Beginning & Experienced Writers & Poets Read Their Work
Ballard Branch Seattle Public Library
5614 22nd Ave. N.W.
Seattle , WA 98107
206-684-4089
Thurs. June 11, 2009 #238
6:00 - 7:45 p.m.
Wheelchair accessible. Free
open mike before and in between scheduled readers
open mike readers have 3 minutes to read
scheduled writers read 15 minutes
writer's craft talk 20 min
Thurs. June 11, 2009 #238 Deborah Woodard, Michael Daley, Priscilla Long + Bethany Reid on The Writer's Craft
Bethany Reid is the author of a poetry chapbook, The Coyotes and My Mom (1990), and the co-author, with Thomas M. Gaskin, of Everett and Snohomish County (Wyndham Press, 2005). Her poetry and essays have appeared in numerous small presses and literary journals, including Calyx, Santa Clara Review, Cairn, Hayden’s Ferry Review, New England Quarterly, Studies in the Novel, and Twins. Bethany earned her M.F.A. and Ph.D. from the University of Washington where she was a poetry editor and later interview and essay editor of The Seattle Review.

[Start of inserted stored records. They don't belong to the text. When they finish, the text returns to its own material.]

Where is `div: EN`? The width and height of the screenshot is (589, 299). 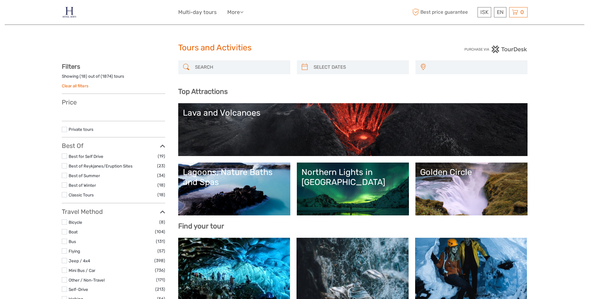 div: EN is located at coordinates (501, 12).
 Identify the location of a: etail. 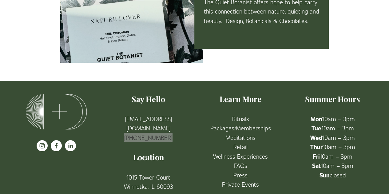
(242, 147).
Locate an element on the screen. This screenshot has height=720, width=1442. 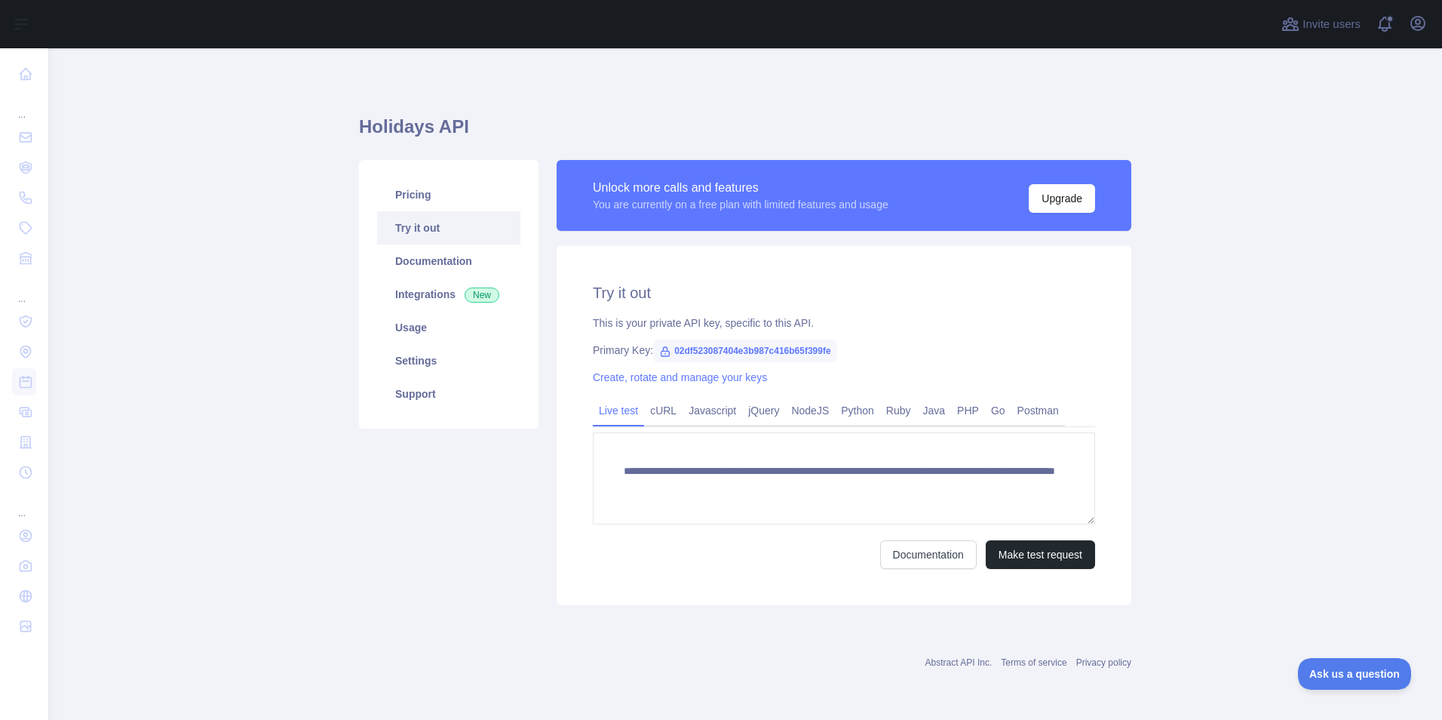
div: You are currently on a free plan with limited features and usage is located at coordinates (741, 204).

Michael Daley published The Straits (Empty Bowl, Port Townsend) in 1983, Way Out There, essays (Pleasure Boat Studio, New York), in 2007, and To Curve (Word, Cincinnati) in 2008. Moonlight In The Redemptive Forest, including an Artist Trust sponsored cd, is due from Pleasure Boat in 2009.
Priscilla Long's work appears widely in journals, including Passages North and The American Scholar. Her honors include a National Magazine Award. She is author of Where the Sun Never Shines: A History of America’s Bloody Coal Industry. She serves as Senior Editor of www.historylink.org http://www.historylink.org/, the online encyclopedia of Washington state history.
Deborah Woodard’s first full-length collection is Plato’s Bad Horse (Bear Star, 2006). Her chapbook Hunter Mnemonics (hemel press, 2008) was illustrated by artist Heide Hinrichs. Her co-translation from the Italian of Amelia Rosselli in conjunction with Giuseppe Leporace, The Dragonfly: A Selection of Poems 1953-1981, was recently published by Chelsea Editions (2009). Deborah teaches at the Richard Hugo House, a community literary center in Capitol Hill.